ABSTRACT

If men remain somehow marginal in relation to fashion, whether in theory or practice, then it is equally axiomatic that women remain central. The relentless contemporary emphasis upon appearances, unequivocally facilitated if not driven through the expansion of media and visual cultures more widely, has also “upped the ante” particularly for women who now no longer have to only consider what to wear, but also diets, exercise and plastic surgery, as increasingly men do too; yet the sense in which the male of the species is sucked into this world of looking, an almost nausea-inducing seesawing process of narcissism and scopophilia, does not detract from the pressures upon women, it merely adds to them. The problem here is not that genders are somehow becoming more balanced on their own swing; rather that the seesaw of vanity and voyeurism has got bigger and more powerful for everybody. In this slightly bizarre zero sum game of the genders, men have not taken from women; rather they have been added to them. Aside from any religious – whether puritanical or Islamic – critique of

women’s decorousness, the only attack on this tyranny of mirrors has come from second wave feminism. However, the bra burning, women’s libbing and beauty boycotting sisterhood of the 1970s has all but been defeated. Girls outperform boys in school and women routinely have careers, with or without children and husbands, but of course they can do all that and look great too. Today’s woman is “everywoman” as Chaka Khan once sang “it’s all in me”, so being beautiful hardly holds you back; it just propels you even further forward.
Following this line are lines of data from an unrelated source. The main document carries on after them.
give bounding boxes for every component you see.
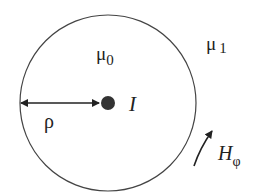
inner-medium-label: μ0	[96, 43, 114, 68]
current-dot	[101, 96, 115, 110]
current-label: I	[128, 92, 137, 116]
diagram-canvas: μ0 μ1 ρ I Hφ	[0, 0, 262, 196]
outer-medium-label: μ1	[206, 33, 227, 56]
field-direction-arrow	[194, 131, 212, 166]
radius-label: ρ	[44, 110, 54, 133]
field-label: Hφ	[217, 142, 241, 169]
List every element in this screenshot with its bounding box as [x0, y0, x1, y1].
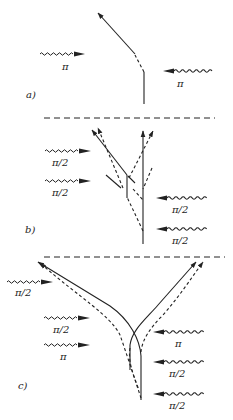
trajectory-dashed	[143, 168, 152, 189]
panel-c: π/2 π/2 π π π/2 π/2	[7, 262, 204, 411]
pulse-left-pi-half	[45, 149, 91, 154]
arrow-right-icon	[79, 179, 91, 184]
pulse-right-pi-half	[156, 196, 207, 201]
panel-label: b)	[25, 224, 35, 235]
trajectory-dashed	[141, 262, 203, 352]
pulse-label: π/2	[171, 235, 188, 246]
arrow-left-icon	[153, 392, 164, 397]
pulse-left-pi-half	[45, 179, 91, 184]
panel-label: a)	[26, 89, 36, 100]
pulse-label: π/2	[168, 400, 185, 411]
arrow-right-icon	[78, 343, 90, 348]
arrow-left-icon	[153, 360, 164, 365]
trajectory-dashed	[133, 189, 143, 200]
pulse-label: π	[61, 61, 69, 72]
trajectory-solid	[130, 262, 196, 370]
pulse-label: π/2	[171, 204, 188, 215]
arrow-left-icon	[153, 330, 164, 335]
pulse-right-pi-half	[153, 392, 204, 397]
trajectory-dashed	[135, 55, 144, 72]
pulse-label: π/2	[14, 287, 31, 298]
trajectory-solid	[92, 130, 127, 175]
panel-b: π/2 π/2 π/2 π/2	[25, 128, 207, 246]
pulse-label: π	[59, 351, 67, 362]
arrow-right-icon	[41, 280, 53, 285]
pulse-left-pi	[40, 52, 95, 57]
pulse-left-pi-half	[7, 280, 53, 285]
pulse-right-pi-half	[156, 227, 207, 232]
diagram-canvas: π π a) π/2 π/2 π/2	[0, 0, 233, 420]
pulse-right-pi-half	[153, 360, 204, 365]
pulse-label: π/2	[168, 368, 185, 379]
pulse-right-pi	[163, 69, 212, 74]
pulse-label: π/2	[52, 324, 69, 335]
arrow-right-icon	[74, 52, 85, 57]
pulse-left-pi	[44, 343, 90, 348]
pulse-left-pi-half	[44, 316, 90, 321]
panel-a: π π a)	[26, 13, 212, 104]
trajectory-dashed	[127, 197, 143, 231]
arrow-left-icon	[163, 69, 174, 74]
panel-label: c)	[18, 380, 28, 391]
arrow-right-icon	[79, 149, 91, 154]
pulse-label: π	[176, 78, 184, 89]
pulse-label: π/2	[51, 187, 68, 198]
trajectory-solid	[98, 13, 135, 54]
arrow-right-icon	[78, 316, 90, 321]
trajectory-dashed	[129, 348, 139, 390]
pulse-label: π/2	[51, 157, 68, 168]
arrow-left-icon	[156, 227, 167, 232]
trajectory-dashed	[129, 131, 153, 178]
pulse-label: π	[174, 338, 182, 349]
pulse-right-pi	[153, 330, 204, 335]
arrow-left-icon	[156, 196, 167, 201]
trajectory-solid	[128, 176, 135, 183]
This is perhaps the key to the crisis in second wave feminism – femininity is no longer the problem but has become some kind of armoury or battle dress and that loathed object of subordination, the stiletto, has now become the “killer heel”. It is this rather extraordinary sense of oscillating tension between seeing women as victims and women as warriors that informs this chapter and axiomatic within that is fashion and the conjunction of several factors: the construction of femininity, the role of fetishism and the critique offered by feminism – and this most unholy of trinities will form the focus of our investigation.